A distinguished economist on the tensions of centralisation
Newsroom. 16 April, 2025.
It was not originally envisaged that the government of New Zealand would be highly centralised. The Colonial Secretary’s instructions to Hobson are about a minimalist state. That explains the provisions in Te Tiriti o Waitangi which allocate ‘kawantanga’ to the Crown and ‘rangatiratanga’ to Iwi and localities. Both terms can be translated as ‘sovereignty’. Hence the claim that the Crown has sovereignty under Te Tiriti while Māori claim they never seceded sovereignty.
Later, the 1852 Constitution provided Māori with considerable autonomy and created provinces. The autonomy was never pursued and the provinces were abolished in 1876. New Zealand became increasingly centralised. Today it is judged one of the most centralised of all democracies.
The centralisation reached a high point under the Muldoon government in the 1970s. The Lange-Douglas fourth Labour government rolled some back with market liberalisation although even here it used its central powers to dictate a priority for business solutions.
The preference for centralised government continues. It was a default response to a policy failure by the Ardern-Hipkins Labour Government. Examples in my just published book, In Open Seas: How the New Zealand Labour Government Went Wrong: 2017-2023, include Health NZ, Three Waters, the mega-polytechic, the RNZ-TVNZ merger and the treatment of local government.
The Luxon coalition government has wound back, or promised to wind back, some of the Labour policies, but in the case of Health NZ it has intensified central control by appointing a commissioner. Various ministers – even ACT ministers – have taken on detailed political control.
This centralisation is causing serious tensions in New Zealand’s governance. There has been some progress with rangatiratanga. The treaty settlements have established many iwi as economically viable entities. But they are not rich enough to give widespread support to their members. The government has also delegated traditional functions (with funding) to agencies such as Māori Urban Authorities, which are a modern version of (urban) Iwi.
Decentralisation to localities has been less successful with the government happy to order local authorities around. Sometimes they are fighting back. Auckland is proving particularly recalcitrant.
A couple of decades ago, Treasury concluded that New Zealand development needed a world-competitive economic hub. This led to the merging of the fragmented local authority structure into the unified Auckland Council. The Key-English National government overruled some of the Royal Commission’s recommendations – even those supported by the locals – demonstrating the centre’s willingness to use its power. A subsequent Labour minister decided that the second Waitematā crossing would be a cycleway. The locals told him to get on his bike. Central government faces that Auckland is too big and organised to be easily bullied. Other local authorities are less fortunate.
Centralisation has arisen because of the smallness of the country and the lack of independent local funding. Central funding goes with ministerial responsibility. Decentralisation of local government requires decentralisation of funding, as is happening with Māori. Without it we are going to have increasing tensions.
* Based upon a chapter in the recently published Open Seas: How the New Zealand Labour Government Went Wrong: 2017-2023 by Brian Easton (Copy Press, $45), available in selected bookstores.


Problem to work on »
If a line in the entries contains the word "tail", list it.

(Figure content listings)
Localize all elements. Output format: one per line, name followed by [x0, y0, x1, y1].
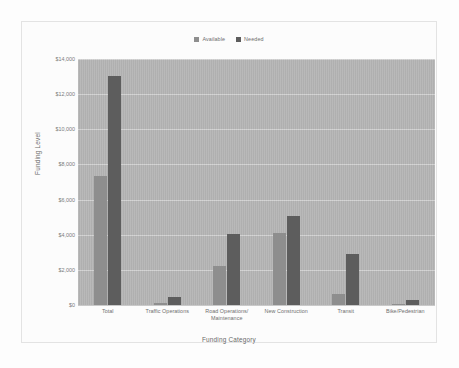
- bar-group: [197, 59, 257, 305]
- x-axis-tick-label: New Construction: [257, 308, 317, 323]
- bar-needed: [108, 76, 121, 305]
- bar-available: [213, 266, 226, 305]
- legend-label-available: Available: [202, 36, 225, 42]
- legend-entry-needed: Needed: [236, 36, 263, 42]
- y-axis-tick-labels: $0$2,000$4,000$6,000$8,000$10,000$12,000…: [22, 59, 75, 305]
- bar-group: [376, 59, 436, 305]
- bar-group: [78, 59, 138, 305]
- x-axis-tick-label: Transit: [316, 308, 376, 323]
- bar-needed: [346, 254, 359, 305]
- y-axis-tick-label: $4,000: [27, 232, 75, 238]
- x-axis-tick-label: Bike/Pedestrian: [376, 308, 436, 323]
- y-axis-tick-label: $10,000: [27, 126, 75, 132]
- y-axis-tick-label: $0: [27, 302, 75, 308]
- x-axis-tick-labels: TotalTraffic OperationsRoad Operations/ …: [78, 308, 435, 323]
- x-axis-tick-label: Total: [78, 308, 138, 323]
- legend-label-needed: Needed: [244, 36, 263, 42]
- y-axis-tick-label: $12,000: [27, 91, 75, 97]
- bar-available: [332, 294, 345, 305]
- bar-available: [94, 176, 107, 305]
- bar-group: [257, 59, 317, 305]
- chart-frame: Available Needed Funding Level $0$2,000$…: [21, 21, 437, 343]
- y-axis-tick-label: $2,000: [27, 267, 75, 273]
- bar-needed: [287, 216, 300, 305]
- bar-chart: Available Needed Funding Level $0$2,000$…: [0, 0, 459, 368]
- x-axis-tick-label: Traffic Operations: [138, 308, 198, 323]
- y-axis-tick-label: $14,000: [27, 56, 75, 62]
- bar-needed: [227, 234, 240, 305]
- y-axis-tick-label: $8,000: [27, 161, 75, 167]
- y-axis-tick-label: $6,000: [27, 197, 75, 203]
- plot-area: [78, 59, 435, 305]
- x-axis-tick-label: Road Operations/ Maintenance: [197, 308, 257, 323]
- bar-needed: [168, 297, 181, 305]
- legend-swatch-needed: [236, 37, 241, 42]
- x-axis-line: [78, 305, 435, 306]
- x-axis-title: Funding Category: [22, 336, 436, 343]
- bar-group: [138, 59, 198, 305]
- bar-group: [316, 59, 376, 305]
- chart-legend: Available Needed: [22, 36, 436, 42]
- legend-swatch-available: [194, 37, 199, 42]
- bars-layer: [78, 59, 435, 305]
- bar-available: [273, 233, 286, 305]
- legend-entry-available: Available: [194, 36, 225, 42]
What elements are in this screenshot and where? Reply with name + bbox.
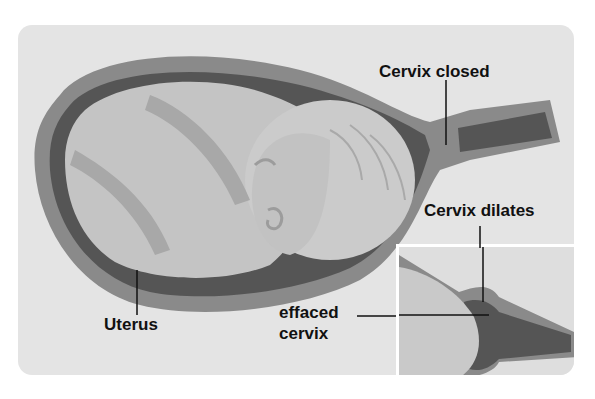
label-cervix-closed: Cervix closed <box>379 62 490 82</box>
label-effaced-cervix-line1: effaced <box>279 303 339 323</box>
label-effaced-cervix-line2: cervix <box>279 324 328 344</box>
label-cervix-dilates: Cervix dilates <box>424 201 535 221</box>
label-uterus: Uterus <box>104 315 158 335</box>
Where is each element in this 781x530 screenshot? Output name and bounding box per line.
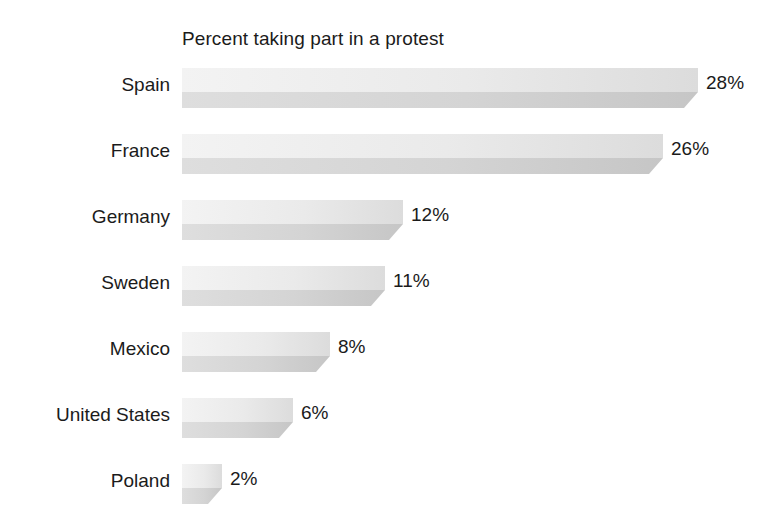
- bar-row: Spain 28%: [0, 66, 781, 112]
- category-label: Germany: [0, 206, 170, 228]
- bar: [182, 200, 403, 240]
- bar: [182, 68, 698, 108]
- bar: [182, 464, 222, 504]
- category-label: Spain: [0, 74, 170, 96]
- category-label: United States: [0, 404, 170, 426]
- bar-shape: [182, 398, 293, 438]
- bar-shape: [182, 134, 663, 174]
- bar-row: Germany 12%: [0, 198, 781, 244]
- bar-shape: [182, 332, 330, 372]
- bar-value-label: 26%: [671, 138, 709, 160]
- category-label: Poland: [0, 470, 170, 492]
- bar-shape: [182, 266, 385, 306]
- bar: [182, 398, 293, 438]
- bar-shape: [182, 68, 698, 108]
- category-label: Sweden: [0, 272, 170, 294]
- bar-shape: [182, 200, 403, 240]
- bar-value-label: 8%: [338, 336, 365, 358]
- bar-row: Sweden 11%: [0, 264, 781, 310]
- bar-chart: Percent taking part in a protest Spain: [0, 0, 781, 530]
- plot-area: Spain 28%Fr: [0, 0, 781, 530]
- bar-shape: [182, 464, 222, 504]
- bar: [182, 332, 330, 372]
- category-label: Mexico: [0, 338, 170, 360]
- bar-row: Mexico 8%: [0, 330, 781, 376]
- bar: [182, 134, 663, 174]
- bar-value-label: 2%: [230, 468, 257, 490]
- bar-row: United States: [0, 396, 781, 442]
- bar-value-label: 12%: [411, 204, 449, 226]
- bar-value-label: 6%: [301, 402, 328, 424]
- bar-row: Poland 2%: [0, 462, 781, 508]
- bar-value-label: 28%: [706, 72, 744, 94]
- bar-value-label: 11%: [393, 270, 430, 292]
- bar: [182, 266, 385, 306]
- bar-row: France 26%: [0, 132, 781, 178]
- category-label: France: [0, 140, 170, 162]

==

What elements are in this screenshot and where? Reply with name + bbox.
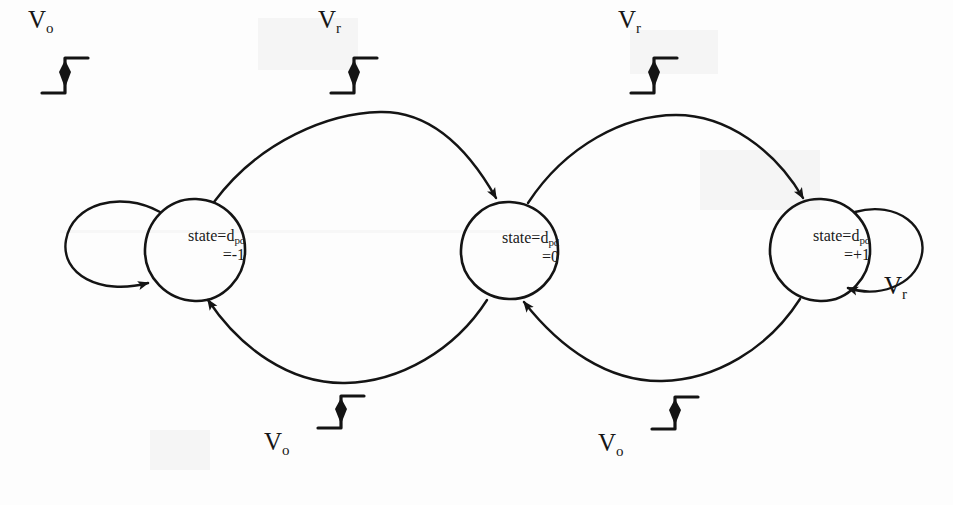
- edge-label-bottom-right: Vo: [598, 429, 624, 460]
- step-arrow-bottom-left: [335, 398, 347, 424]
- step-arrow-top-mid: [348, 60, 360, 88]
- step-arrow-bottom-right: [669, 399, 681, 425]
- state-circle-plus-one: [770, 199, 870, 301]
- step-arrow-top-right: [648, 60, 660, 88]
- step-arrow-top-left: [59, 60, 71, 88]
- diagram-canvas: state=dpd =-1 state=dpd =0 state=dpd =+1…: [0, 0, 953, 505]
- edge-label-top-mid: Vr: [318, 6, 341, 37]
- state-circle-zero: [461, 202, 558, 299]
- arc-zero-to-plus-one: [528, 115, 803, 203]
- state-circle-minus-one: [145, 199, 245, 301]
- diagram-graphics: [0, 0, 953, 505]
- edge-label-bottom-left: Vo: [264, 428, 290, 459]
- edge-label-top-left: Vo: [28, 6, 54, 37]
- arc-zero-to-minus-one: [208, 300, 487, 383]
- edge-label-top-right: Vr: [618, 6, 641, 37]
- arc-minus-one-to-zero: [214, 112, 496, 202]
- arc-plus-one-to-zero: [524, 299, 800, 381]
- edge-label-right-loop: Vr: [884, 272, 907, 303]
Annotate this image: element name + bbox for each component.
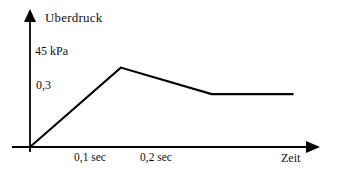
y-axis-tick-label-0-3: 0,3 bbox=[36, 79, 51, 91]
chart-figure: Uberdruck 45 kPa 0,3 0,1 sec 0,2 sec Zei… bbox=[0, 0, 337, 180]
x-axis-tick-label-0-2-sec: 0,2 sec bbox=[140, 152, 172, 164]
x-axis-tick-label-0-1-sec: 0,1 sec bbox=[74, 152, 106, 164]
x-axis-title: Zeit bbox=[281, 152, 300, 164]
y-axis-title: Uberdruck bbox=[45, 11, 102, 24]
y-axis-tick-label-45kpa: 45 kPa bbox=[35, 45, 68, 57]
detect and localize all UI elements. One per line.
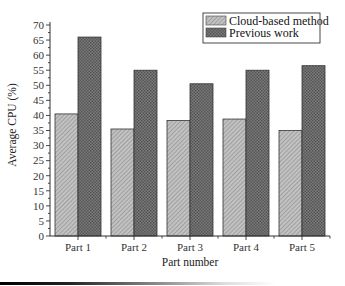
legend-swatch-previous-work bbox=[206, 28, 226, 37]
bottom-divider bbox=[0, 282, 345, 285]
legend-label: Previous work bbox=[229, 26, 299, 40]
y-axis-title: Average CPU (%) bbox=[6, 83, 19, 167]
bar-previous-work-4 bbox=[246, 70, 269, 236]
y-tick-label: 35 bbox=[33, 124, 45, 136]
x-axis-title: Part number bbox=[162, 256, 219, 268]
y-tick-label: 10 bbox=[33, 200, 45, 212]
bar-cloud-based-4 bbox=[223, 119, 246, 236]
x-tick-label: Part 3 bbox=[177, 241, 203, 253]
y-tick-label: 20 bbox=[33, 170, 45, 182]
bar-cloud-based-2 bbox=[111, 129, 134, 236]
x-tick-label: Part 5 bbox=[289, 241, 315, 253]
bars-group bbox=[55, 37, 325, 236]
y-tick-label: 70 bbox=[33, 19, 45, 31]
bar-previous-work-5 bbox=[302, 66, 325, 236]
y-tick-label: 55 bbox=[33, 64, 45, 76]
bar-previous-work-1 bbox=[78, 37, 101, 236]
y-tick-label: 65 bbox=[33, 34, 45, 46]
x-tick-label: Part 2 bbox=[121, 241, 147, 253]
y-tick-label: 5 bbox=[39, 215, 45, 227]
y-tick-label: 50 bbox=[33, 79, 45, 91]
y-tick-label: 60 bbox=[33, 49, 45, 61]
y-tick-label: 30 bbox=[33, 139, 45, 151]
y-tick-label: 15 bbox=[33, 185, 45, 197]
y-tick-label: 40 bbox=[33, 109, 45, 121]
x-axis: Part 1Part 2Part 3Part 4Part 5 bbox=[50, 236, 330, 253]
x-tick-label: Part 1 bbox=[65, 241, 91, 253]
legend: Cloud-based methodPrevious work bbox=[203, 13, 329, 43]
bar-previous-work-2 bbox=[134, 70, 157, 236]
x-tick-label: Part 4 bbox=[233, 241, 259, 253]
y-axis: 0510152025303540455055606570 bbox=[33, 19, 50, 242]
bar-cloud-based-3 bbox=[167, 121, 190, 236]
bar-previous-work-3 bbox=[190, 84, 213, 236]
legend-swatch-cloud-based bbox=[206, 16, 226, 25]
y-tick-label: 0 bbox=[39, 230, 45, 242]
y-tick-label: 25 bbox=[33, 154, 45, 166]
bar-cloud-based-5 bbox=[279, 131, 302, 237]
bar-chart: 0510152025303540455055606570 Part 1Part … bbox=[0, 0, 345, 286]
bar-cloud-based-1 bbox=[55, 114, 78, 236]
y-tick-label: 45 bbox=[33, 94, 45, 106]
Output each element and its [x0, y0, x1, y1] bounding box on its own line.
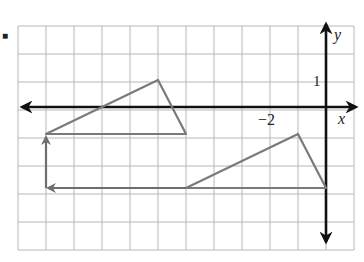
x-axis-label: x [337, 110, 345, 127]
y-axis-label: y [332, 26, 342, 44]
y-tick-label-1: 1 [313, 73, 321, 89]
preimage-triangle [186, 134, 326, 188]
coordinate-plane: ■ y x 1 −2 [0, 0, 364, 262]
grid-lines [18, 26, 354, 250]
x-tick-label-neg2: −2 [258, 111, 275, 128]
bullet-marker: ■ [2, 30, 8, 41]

--

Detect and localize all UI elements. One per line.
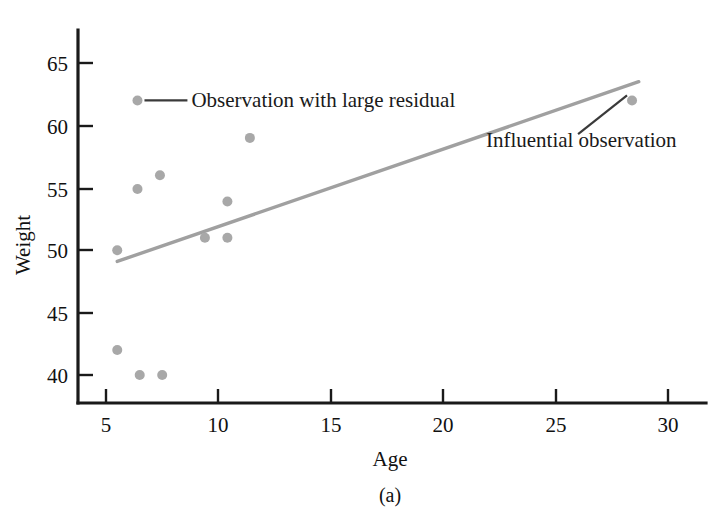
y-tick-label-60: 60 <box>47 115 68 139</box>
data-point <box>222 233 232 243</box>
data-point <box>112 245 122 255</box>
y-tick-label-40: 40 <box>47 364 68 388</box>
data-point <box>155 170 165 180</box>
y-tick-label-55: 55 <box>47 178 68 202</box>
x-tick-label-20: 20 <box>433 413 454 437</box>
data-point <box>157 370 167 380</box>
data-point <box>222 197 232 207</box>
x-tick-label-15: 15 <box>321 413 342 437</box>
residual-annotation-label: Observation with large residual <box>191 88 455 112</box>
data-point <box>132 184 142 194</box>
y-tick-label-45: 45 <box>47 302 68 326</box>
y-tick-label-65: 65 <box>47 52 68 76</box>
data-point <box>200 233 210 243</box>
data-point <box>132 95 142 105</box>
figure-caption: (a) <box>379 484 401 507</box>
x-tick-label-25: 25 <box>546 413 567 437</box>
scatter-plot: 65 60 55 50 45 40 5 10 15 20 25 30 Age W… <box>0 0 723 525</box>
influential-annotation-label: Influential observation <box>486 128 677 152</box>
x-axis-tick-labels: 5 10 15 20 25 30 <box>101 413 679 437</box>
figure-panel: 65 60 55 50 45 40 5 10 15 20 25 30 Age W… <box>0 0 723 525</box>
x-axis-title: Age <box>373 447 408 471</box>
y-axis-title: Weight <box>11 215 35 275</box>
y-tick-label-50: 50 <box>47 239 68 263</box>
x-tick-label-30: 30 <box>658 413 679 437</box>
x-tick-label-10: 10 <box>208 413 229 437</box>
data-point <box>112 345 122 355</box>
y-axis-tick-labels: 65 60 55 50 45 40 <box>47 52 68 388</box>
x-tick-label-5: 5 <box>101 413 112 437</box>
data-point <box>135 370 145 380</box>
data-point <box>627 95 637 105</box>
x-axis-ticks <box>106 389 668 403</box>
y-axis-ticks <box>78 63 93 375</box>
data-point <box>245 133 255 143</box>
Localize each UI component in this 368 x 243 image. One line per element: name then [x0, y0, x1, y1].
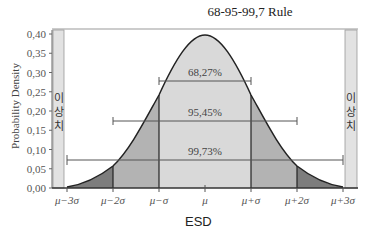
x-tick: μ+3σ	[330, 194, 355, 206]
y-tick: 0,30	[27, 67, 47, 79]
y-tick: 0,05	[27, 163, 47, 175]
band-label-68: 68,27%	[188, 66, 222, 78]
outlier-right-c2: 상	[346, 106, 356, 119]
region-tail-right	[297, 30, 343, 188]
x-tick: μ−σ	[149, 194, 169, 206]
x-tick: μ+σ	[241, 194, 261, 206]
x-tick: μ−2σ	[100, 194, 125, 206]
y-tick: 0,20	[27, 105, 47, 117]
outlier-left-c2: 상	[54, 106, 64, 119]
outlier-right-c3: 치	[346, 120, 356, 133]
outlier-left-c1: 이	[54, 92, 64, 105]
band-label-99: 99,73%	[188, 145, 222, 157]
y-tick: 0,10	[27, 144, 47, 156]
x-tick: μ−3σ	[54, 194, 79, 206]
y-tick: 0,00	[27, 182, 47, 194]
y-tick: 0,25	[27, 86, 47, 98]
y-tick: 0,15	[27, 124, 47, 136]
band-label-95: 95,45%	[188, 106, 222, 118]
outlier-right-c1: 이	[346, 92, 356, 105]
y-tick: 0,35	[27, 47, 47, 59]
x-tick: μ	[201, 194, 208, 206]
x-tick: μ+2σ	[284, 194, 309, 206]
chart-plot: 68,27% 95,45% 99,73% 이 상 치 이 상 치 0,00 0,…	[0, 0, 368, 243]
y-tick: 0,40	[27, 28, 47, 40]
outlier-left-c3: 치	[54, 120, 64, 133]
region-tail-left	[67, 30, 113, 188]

Output below »
region-tail-right	[297, 30, 343, 188]
region-tail-left	[67, 30, 113, 188]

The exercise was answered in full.